Tile-Based Texture Mapping on Graphics Hardware

Li-Yi Wei

SIGGRAPH/EUROGRAPHICS Conference on Graphics Hardware, 2004.

Abstract:

Texture mapping has been a fundamental feature for commodity graphics hardware. However, a key challenge for texture mapping is how to store and manage large textures on graphics processors. In this paper, we present a tile-based texture mapping algorithm by which we only have to physically store a small set of texture tiles instead of a large texture. Our algorithm generates an arbitrarily large and non-periodic virtual texture map from the small set of stored texture tiles. Because we only have to store a small set of tiles, it minimizes the storage requirement to a small constant, regardless of the size of the virtual texture. In addition, the tiles are generated and packed into a single texture map, so that the hardware filtering of this packed texture map corresponds directly to the filtering of the virtual texture. We implement our algorithm as a fragment program, and demonstrate performance on latest graphics processors.

Available information:

Notes and Hindsights:

Analysis of mipmap filtering correctness
The filtering quality of our algorithm at lower resolution mipmap levels depends on how the tiles are constructed. Imagine a pathologic case where 2 adjacent tiles are colored red and green with a 1-texel boundary in white. Since the boundary is continuous by definition, this would fit our tiling scheme. However, the filtering is obviously incorrect except at the finest mipmap level. So, the correctness of our mipmap filtering depends on how many layers of texels are continuous at tile borders. Fortunately, if you construct the tiles by quilting 4 diamond-shaped images as described in the original Wang Tiles SIGGRAPH 2003 paper, then the pattern would be sufficiently continuous for our approach.

Another incorrectness of our mipmap filtering is that we cannot build the mipmap all the way to the lowest resolution for the output virtual texture, since the lowest resolution mipmap level is determined by the input packing. This means that below the lowest resolution of the input packing, the mipmap filtering of the output is incorrect.

Both issues are not visible for practical situations, considering that most textures reduce to semi-noisy homogeneous void at lower resolutions. Theoretically, as Hughes Hoppe suggested, only a modification of texture coordinates (as in Purnomo et al) is able to achieve correct mipmapping.

Thanks Hughes Hoppe for pointing this out.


With pictures left out, retype exactly the lines from the one containing "Detect 'tower' and" through the final line of the entries.

--- Data supplied Enclosed Below ---

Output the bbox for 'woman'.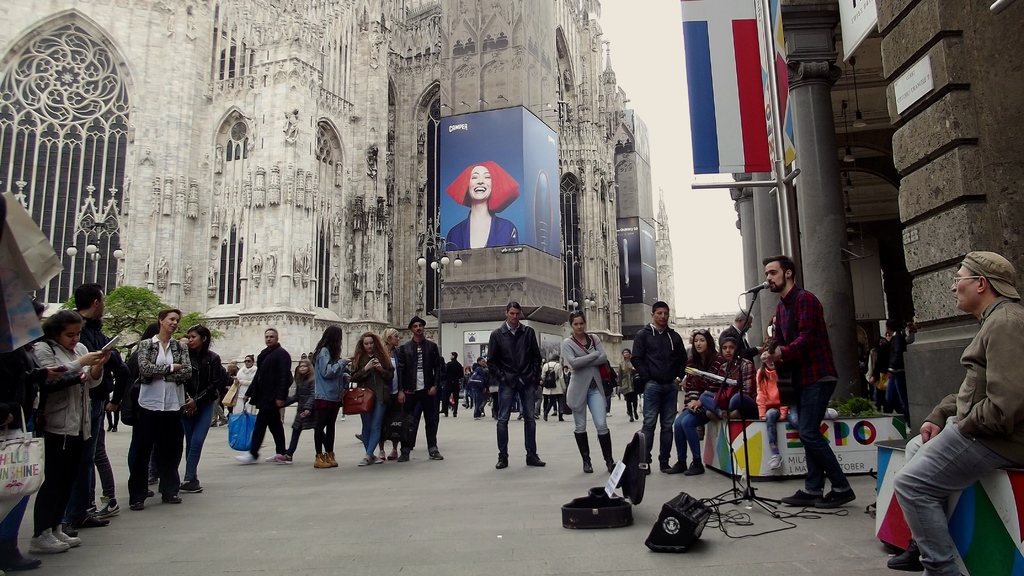
<region>564, 310, 615, 474</region>.
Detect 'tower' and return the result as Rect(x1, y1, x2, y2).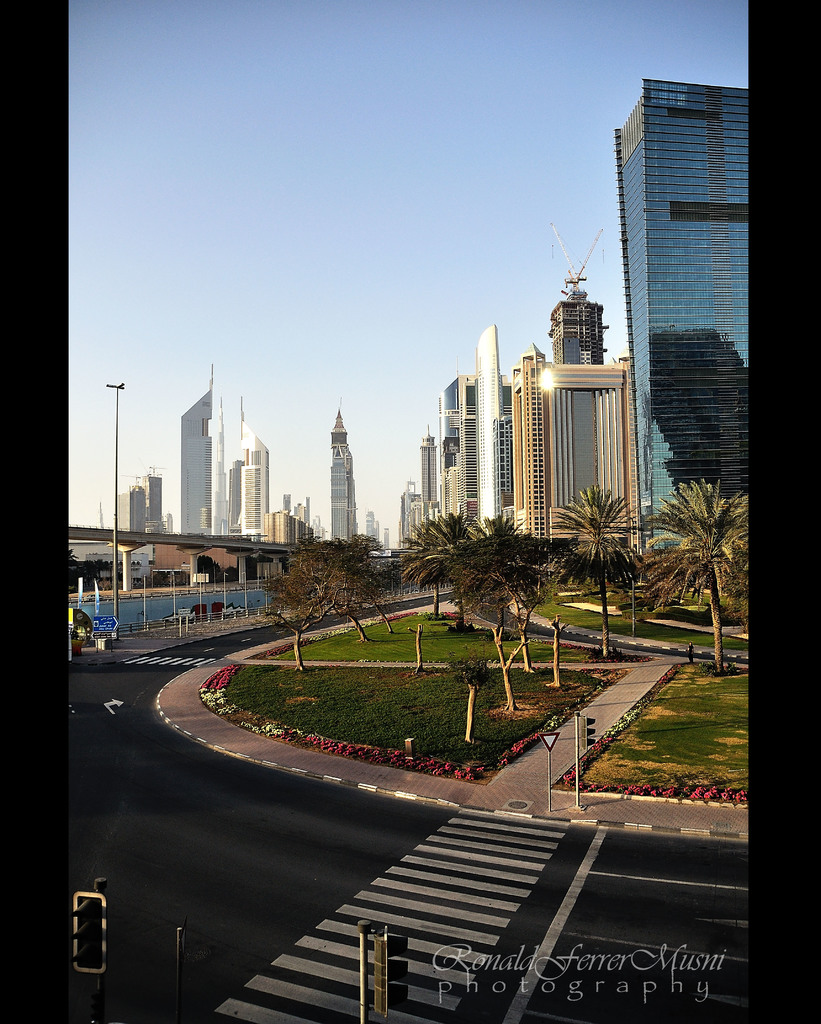
Rect(326, 410, 375, 545).
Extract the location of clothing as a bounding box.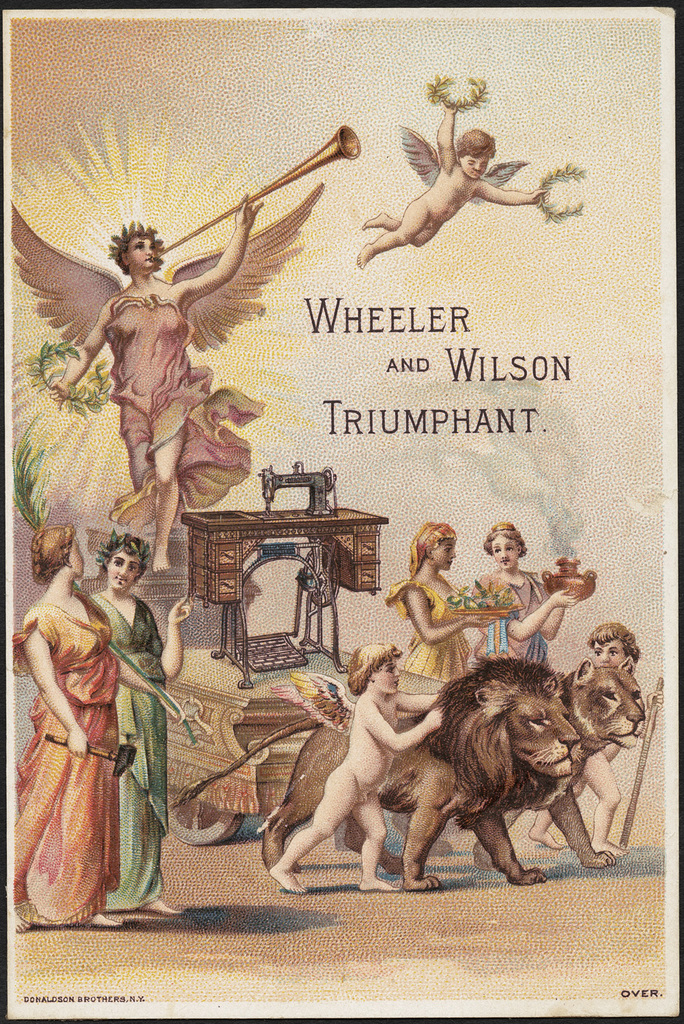
[84,595,175,907].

--- End of Enclosed Data supplied ---

■ **Solution to this task**:
Detect 'tower' and return the result as Rect(x1, y1, x2, y2).
Rect(326, 410, 375, 545).
Extract the location of clothing as a bounding box.
[84,595,175,907].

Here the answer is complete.